Business Name: White Line Projects
Support received: Start Up Loan
Location: London
Website: http://www.whitelineprojects.com/
With support from LSBC, Fiona McKay and Xenia Capacete launched their fashion business, White Line Projects.
White Line Projects is a curatorial and creative studio based in London, specialising in innovative, digital and multidisciplinary methods of curation and content creation.
They curate, design and produce a diverse range of outcomes from exhibitions to installations and digital experiences to websites for a wide range of clients in the fashion and cultural sectors.
Fiona and Xenia also provide consultancy on interpretation, narratives and display techniques within fashion exhibitions and installations, as well as lending their experience to archives on both the digitisation process and museum practices.
We spoke to them about how they have gone from fashion students to entrepreneurs.
Why did you start the business? What motivated you?
The traditional path for a fashion curator is to work within public institutions such as academia or museums. It was really a mixture of not having the desire to work within these institutions, as they are often quite restrictive, but also the current economic climate meaning a lack of secure full time positions. We saw more opportunities to work independently and freedom to work for all kinds of clients and on a variety of projects.
It was overall an organic process. We started working as a collective after studying an MA in Fashion Curation at London College of Fashion for about a year on various projects to build up our own portfolios. It was only after being commissioned to curate an exhibition in Beijing at the end of that first year, that we established ourselves as a curatorial studio.
Where did you get your business idea from?
The key reason why we started working together was a shared interest in utilising digital technologies within fashion curation, archives and communication. During our MA, there was a lack of knowledge research in the area and museums were only just starting to realise its full potential. It was clear to us that this would be something that would set us apart from the rest.
However, it was through the process of refining the business plan for LSBC that we came up with a sustainable business model.
What have been the advantages of running your business in your particular location?
Apart from living close to our studio in Dalston, East London is such a hotbed for creativity and potential collaborators, particularly in our building of studios. It is a cliché but it’s definitely one of the best places to run a creative business.
What are you key successes/milestones you reached so far?
This year has been really good for us. Our exhibition Mode In Flux at Roca London Gallery was really well received and seems to be opening up lots of doors for us. It was also pretty cool to have some good press come from it including the Evening Standard and Aesthetica Magazine.
We are also working with a producer at BBC Radio 4 on a radio documentary which will air next year. It will focus on the Pit Brow Lasses, women in 19th Century Wigan who re-appropriated mens’ workwear and trace the legacy within the 20th Century and also within contemporary fashion. The subject area has an ongoing project of ours for the last couple years and it’s just great to see it manifest into something.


Your answer should be the entire listing, printed exactly.

--------

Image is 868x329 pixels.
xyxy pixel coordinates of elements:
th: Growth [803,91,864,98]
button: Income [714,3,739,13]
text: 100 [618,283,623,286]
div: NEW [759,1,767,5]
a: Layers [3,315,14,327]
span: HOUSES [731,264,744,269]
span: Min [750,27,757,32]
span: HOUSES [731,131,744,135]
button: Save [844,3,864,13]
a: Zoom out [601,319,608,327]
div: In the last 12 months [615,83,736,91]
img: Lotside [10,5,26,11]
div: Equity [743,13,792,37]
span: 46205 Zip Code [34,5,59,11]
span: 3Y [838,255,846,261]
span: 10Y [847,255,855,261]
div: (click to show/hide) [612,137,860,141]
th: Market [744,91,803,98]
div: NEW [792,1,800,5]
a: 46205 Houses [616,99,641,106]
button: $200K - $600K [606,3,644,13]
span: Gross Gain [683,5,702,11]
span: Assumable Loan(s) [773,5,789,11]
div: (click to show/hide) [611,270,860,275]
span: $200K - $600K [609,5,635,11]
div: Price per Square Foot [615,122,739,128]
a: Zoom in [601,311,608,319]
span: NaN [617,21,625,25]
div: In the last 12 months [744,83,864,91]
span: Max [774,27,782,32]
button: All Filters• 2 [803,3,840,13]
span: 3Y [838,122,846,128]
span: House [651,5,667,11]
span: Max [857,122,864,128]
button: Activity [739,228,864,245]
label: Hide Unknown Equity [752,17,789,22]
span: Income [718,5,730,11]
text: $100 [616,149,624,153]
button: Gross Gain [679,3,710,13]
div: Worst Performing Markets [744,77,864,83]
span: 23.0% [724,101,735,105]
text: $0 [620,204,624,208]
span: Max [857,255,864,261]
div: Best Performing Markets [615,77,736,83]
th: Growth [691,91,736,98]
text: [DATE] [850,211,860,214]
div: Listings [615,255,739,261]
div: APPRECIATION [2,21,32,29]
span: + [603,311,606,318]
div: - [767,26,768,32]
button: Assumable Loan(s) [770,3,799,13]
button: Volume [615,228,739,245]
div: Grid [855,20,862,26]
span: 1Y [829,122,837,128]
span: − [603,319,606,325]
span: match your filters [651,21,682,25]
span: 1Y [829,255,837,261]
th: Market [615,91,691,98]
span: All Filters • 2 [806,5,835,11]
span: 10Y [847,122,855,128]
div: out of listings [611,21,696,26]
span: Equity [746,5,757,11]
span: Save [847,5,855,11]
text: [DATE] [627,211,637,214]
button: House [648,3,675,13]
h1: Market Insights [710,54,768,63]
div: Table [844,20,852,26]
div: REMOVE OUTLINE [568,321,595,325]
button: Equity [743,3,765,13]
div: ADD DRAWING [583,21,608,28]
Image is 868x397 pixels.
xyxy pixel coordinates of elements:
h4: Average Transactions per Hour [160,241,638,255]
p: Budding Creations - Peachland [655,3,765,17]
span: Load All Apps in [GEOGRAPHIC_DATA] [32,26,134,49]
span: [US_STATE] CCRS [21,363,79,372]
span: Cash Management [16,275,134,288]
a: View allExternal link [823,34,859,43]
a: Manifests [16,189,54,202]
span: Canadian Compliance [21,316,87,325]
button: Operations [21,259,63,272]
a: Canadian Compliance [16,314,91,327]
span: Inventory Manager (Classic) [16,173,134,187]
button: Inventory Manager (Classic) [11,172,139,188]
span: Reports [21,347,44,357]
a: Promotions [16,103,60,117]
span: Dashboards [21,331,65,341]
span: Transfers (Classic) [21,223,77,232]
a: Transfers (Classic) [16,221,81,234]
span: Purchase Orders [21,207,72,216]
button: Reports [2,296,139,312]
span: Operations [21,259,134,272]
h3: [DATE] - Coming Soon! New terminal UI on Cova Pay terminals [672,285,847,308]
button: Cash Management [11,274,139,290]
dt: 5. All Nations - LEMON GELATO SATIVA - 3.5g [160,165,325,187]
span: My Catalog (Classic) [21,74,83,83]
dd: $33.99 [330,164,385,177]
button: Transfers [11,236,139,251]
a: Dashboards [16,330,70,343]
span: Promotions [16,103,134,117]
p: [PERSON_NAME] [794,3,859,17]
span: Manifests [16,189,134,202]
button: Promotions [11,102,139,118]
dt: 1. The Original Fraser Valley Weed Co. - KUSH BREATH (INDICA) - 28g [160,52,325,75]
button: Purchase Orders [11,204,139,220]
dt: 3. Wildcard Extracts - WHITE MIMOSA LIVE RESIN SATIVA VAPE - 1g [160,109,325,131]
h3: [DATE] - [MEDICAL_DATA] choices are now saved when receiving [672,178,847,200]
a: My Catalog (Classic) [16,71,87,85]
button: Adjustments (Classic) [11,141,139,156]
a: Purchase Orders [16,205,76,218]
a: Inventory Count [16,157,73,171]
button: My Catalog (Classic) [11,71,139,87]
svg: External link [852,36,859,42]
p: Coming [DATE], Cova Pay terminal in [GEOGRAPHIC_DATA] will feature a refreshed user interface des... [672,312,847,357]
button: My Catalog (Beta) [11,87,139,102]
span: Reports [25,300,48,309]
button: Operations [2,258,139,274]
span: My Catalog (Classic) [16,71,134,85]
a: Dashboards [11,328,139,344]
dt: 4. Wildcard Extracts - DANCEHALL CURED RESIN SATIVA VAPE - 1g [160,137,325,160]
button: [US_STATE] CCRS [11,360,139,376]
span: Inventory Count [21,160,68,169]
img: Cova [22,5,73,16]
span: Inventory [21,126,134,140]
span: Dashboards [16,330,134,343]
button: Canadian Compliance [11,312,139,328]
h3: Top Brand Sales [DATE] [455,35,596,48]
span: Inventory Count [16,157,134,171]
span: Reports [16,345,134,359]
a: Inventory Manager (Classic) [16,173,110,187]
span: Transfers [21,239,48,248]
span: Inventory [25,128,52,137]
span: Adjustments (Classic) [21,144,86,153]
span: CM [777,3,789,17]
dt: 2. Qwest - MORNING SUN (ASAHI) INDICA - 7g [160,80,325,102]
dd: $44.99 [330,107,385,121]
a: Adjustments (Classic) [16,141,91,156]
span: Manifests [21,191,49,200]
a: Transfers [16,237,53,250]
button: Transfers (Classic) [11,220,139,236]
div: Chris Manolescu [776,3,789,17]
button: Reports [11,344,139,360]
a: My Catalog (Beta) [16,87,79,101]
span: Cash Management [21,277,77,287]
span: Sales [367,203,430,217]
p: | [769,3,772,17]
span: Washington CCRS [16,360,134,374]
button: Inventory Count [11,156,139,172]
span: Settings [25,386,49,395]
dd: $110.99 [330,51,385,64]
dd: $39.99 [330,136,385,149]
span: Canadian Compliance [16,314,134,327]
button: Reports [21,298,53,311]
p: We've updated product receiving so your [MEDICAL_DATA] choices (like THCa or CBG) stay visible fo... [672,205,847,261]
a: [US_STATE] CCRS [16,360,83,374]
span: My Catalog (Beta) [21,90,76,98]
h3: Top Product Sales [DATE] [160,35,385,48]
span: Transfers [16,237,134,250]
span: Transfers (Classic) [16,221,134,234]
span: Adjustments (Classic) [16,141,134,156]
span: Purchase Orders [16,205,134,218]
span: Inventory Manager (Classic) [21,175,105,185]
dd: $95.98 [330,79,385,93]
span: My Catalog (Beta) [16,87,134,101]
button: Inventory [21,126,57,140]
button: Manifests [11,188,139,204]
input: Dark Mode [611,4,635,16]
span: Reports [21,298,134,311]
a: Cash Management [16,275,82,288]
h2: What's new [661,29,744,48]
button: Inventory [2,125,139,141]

--------

§ **RESPONSE FOR THIS EXERCISE**
Image is 868x329 pixels.
xyxy pixel coordinates of elements:
th: Growth [803,91,864,98]
button: Income [714,3,739,13]
text: 100 [618,283,623,286]
div: NEW [759,1,767,5]
a: Layers [3,315,14,327]
span: HOUSES [731,264,744,269]
span: Min [750,27,757,32]
span: HOUSES [731,131,744,135]
button: Save [844,3,864,13]
a: Zoom out [601,319,608,327]
div: In the last 12 months [615,83,736,91]
img: Lotside [10,5,26,11]
div: Equity [743,13,792,37]
span: 46205 Zip Code [34,5,59,11]
span: 3Y [838,255,846,261]
span: 10Y [847,255,855,261]
div: (click to show/hide) [612,137,860,141]
th: Market [744,91,803,98]
div: NEW [792,1,800,5]
a: 46205 Houses [616,99,641,106]
button: $200K - $600K [606,3,644,13]
span: Gross Gain [683,5,702,11]
span: Assumable Loan(s) [773,5,789,11]
div: (click to show/hide) [611,270,860,275]
span: $200K - $600K [609,5,635,11]
div: Price per Square Foot [615,122,739,128]
a: Zoom in [601,311,608,319]
span: NaN [617,21,625,25]
div: In the last 12 months [744,83,864,91]
span: Max [774,27,782,32]
button: All Filters• 2 [803,3,840,13]
span: 3Y [838,122,846,128]
span: House [651,5,667,11]
span: Max [857,122,864,128]
button: Activity [739,228,864,245]
label: Hide Unknown Equity [752,17,789,22]
span: Income [718,5,730,11]
text: $100 [616,149,624,153]
button: Gross Gain [679,3,710,13]
div: Worst Performing Markets [744,77,864,83]
span: 23.0% [724,101,735,105]
text: $0 [620,204,624,208]
span: Max [857,255,864,261]
div: Best Performing Markets [615,77,736,83]
th: Growth [691,91,736,98]
text: [DATE] [850,211,860,214]
div: Listings [615,255,739,261]
div: APPRECIATION [2,21,32,29]
span: + [603,311,606,318]
div: - [767,26,768,32]
button: Assumable Loan(s) [770,3,799,13]
button: Volume [615,228,739,245]
div: Grid [855,20,862,26]
span: 1Y [829,122,837,128]
span: − [603,319,606,325]
span: match your filters [651,21,682,25]
span: 1Y [829,255,837,261]
th: Market [615,91,691,98]
span: All Filters • 2 [806,5,835,11]
span: 10Y [847,122,855,128]
div: out of listings [611,21,696,26]
span: Equity [746,5,757,11]
span: Save [847,5,855,11]
text: [DATE] [627,211,637,214]
button: House [648,3,675,13]
h1: Market Insights [710,54,768,63]
div: Table [844,20,852,26]
div: REMOVE OUTLINE [568,321,595,325]
button: Equity [743,3,765,13]
div: ADD DRAWING [583,21,608,28]
Image is 868x397 pixels.
xyxy pixel coordinates of elements:
h4: Average Transactions per Hour [160,241,638,255]
p: Budding Creations - Peachland [655,3,765,17]
span: Load All Apps in [GEOGRAPHIC_DATA] [32,26,134,49]
span: [US_STATE] CCRS [21,363,79,372]
span: Cash Management [16,275,134,288]
a: View allExternal link [823,34,859,43]
a: Manifests [16,189,54,202]
span: Canadian Compliance [21,316,87,325]
button: Operations [21,259,63,272]
a: Canadian Compliance [16,314,91,327]
span: Inventory Manager (Classic) [16,173,134,187]
button: Inventory Manager (Classic) [11,172,139,188]
span: Reports [21,347,44,357]
a: Promotions [16,103,60,117]
span: Dashboards [21,331,65,341]
span: Transfers (Classic) [21,223,77,232]
a: Transfers (Classic) [16,221,81,234]
span: Purchase Orders [21,207,72,216]
button: Reports [2,296,139,312]
span: Operations [21,259,134,272]
h3: [DATE] - Coming Soon! New terminal UI on Cova Pay terminals [672,285,847,308]
button: Cash Management [11,274,139,290]
dt: 5. All Nations - LEMON GELATO SATIVA - 3.5g [160,165,325,187]
span: My Catalog (Classic) [21,74,83,83]
dd: $33.99 [330,164,385,177]
button: Transfers [11,236,139,251]
a: Dashboards [16,330,70,343]
span: Promotions [16,103,134,117]
p: [PERSON_NAME] [794,3,859,17]
span: Manifests [16,189,134,202]
button: Promotions [11,102,139,118]
dt: 1. The Original Fraser Valley Weed Co. - KUSH BREATH (INDICA) - 28g [160,52,325,75]
button: Purchase Orders [11,204,139,220]
dt: 3. Wildcard Extracts - WHITE MIMOSA LIVE RESIN SATIVA VAPE - 1g [160,109,325,131]
h3: [DATE] - [MEDICAL_DATA] choices are now saved when receiving [672,178,847,200]
a: My Catalog (Classic) [16,71,87,85]
button: Adjustments (Classic) [11,141,139,156]
a: Purchase Orders [16,205,76,218]
a: Inventory Count [16,157,73,171]
button: My Catalog (Classic) [11,71,139,87]
svg: External link [852,36,859,42]
p: Coming [DATE], Cova Pay terminal in [GEOGRAPHIC_DATA] will feature a refreshed user interface des... [672,312,847,357]
button: My Catalog (Beta) [11,87,139,102]
span: Reports [25,300,48,309]
button: Operations [2,258,139,274]
span: My Catalog (Classic) [16,71,134,85]
a: Dashboards [11,328,139,344]
dt: 4. Wildcard Extracts - DANCEHALL CURED RESIN SATIVA VAPE - 1g [160,137,325,160]
button: [US_STATE] CCRS [11,360,139,376]
span: Inventory Count [21,160,68,169]
img: Cova [22,5,73,16]
span: Inventory [21,126,134,140]
span: Dashboards [16,330,134,343]
button: Canadian Compliance [11,312,139,328]
h3: Top Brand Sales [DATE] [455,35,596,48]
span: Inventory Count [16,157,134,171]
span: Reports [16,345,134,359]
a: Inventory Manager (Classic) [16,173,110,187]
span: Transfers [21,239,48,248]
span: Inventory [25,128,52,137]
span: Adjustments (Classic) [21,144,86,153]
span: CM [777,3,789,17]
dt: 2. Qwest - MORNING SUN (ASAHI) INDICA - 7g [160,80,325,102]
dd: $44.99 [330,107,385,121]
a: Adjustments (Classic) [16,141,91,156]
span: Manifests [21,191,49,200]
a: Transfers [16,237,53,250]
button: Transfers (Classic) [11,220,139,236]
div: Chris Manolescu [776,3,789,17]
button: Reports [11,344,139,360]
a: My Catalog (Beta) [16,87,79,101]
span: Cash Management [21,277,77,287]
span: Sales [367,203,430,217]
p: | [769,3,772,17]
span: Washington CCRS [16,360,134,374]
button: Inventory Count [11,156,139,172]
span: Settings [25,386,49,395]
dd: $110.99 [330,51,385,64]
dd: $39.99 [330,136,385,149]
span: Canadian Compliance [16,314,134,327]
button: Reports [21,298,53,311]
p: We've updated product receiving so your [MEDICAL_DATA] choices (like THCa or CBG) stay visible fo... [672,205,847,261]
a: [US_STATE] CCRS [16,360,83,374]
span: My Catalog (Beta) [21,90,76,98]
h3: Top Product Sales [DATE] [160,35,385,48]
span: Transfers [16,237,134,250]
span: Transfers (Classic) [16,221,134,234]
span: Adjustments (Classic) [16,141,134,156]
span: Purchase Orders [16,205,134,218]
span: Inventory Manager (Classic) [21,175,105,185]
dd: $95.98 [330,79,385,93]
span: My Catalog (Beta) [16,87,134,101]
button: Inventory [21,126,57,140]
button: Manifests [11,188,139,204]
input: Dark Mode [611,4,635,16]
span: Reports [21,298,134,311]
a: Cash Management [16,275,82,288]
h2: What's new [661,29,744,48]
button: Inventory [2,125,139,141]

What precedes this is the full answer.